Bessell-Browne, Pia. et al.

2025
Ensuring that harvest strategies are robust to climate change is a top priority for many fisheries jurisdictions globally. This is because climate change is altering ecosystem structure and the productivity of marine species. We outline a range of approaches for incorporating climate change impacts within harvest strategies, including how a harvest strategy is specified and changes to monitoring requirements. Approaches evaluated include the use of extended stock assessments, multi-species and ecosystem models, revised management reference points, implementing regime shifts in model parameters, the provision of climate-sensitive catch advice, projections under alternative climate change scenarios and expanded use of management strategy evaluation. We evaluate the utility of these approaches against cost, data needs and uncertainty criteria; highlight key learnings from a range of global jurisdictions and demonstrate the broad array of options available outside of direct incorporation of climate variables within stock assessments. We identify approaches that have been successfully implemented and show that the most complex responses are not always the most successful. While there is no one-size-fits-all way to incorporate climate change within harvest strategies, we outline the need for flexible management arrangements.
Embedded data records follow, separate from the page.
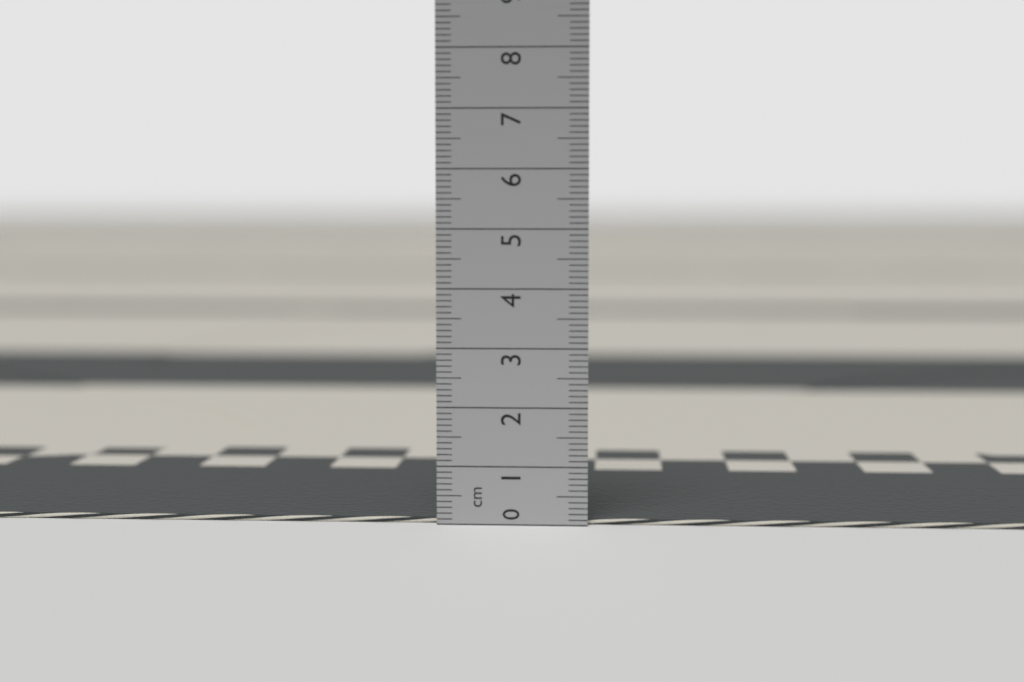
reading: 0.1 cm
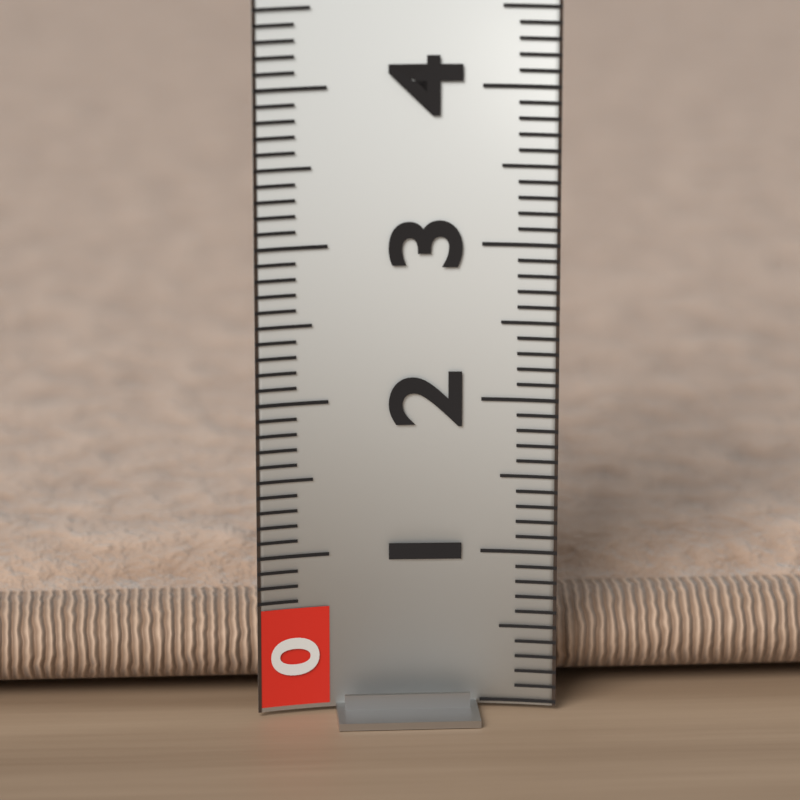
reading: 0.7 (no unit)
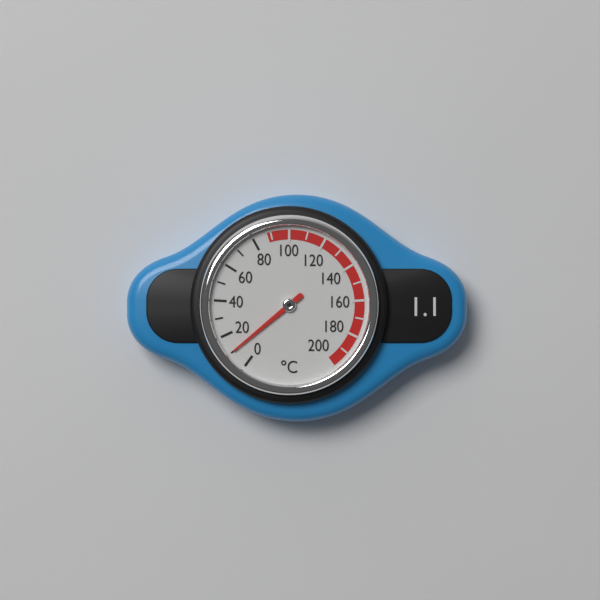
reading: 10 °C
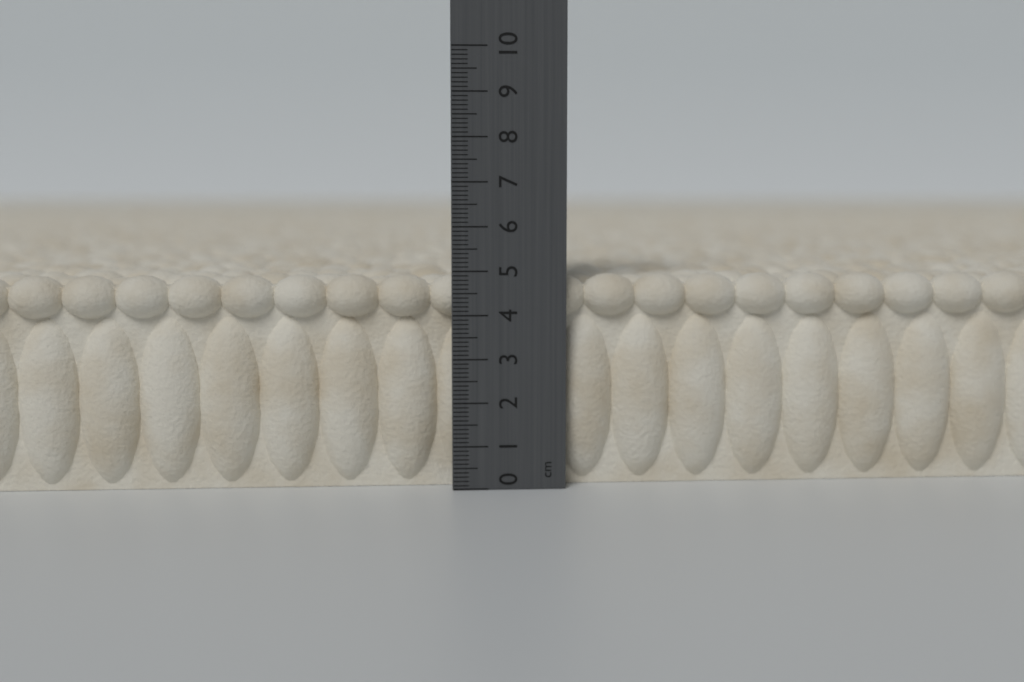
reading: 4.9 cm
We also provide examples of approaches that have been successfully implemented, demonstrating that many of the most data-intensive responses will only be applicable in a few cases, necessitating the application of cheaper, less data-intensive approaches that are associated with greater uncertainty.
United Nations to “Protect Fiji” — Environmental Awareness Key to Major Findings for Australia's State of the Marine Environment report
Biodiversity Conservation, Waste Management and Pollution Control, Anamua: Treasures of the Pacific Environment
Available Online
This United Nations-backed report, hosted by the Pacific Regional Environment Programme (SPREP) in collaboration with Australia’s environmental authorities, highlights critical insights from a comprehensive assessment of Fiji’s marine environment. Key findings include: Urgent need for environmental awareness: Enhanced public understanding is essential to safeguard Fiji’s rich marine resources from threats like marine pollution, coastal habitat destruction, and climate change impacts. Marine pollution pressure: Coastal waters are increasingly burdened by land-based pollutants—plastics, sewage, industrial runoff—and remnant debris from historical events (e.g., WWII wrecks), with contamination affecting marine ecosystems. Habitat degradation: Seagrasses, coral reefs, and mangrove ecosystems face degradation stemming from coastal development, deforestation, sedimentation, and unsustainable use. Climate change and invasive species: Rising sea levels and temperature increase stress marine ecosystems. Invasive species further destabilize native biodiversity and fish stocks. Policy and capacity gaps: Although Fiji is party to major environmental agreements, enforcement and systematic marine monitoring remain inadequate. Collaborative solutions: The report calls for strengthened coordination among UN agencies, SPREP, Fiji’s government, and Australian partners. Recommendations include expanding coastal climate-change observation, improving environmental education, enhancing marine pollution legislation, and bolstering community-based conservation efforts. Together, these insights emphasize that raising environmental awareness and fostering regional cooperation—especially with Australia—are vital to protecting Fiji's marine environment and achieving sustainable development goals.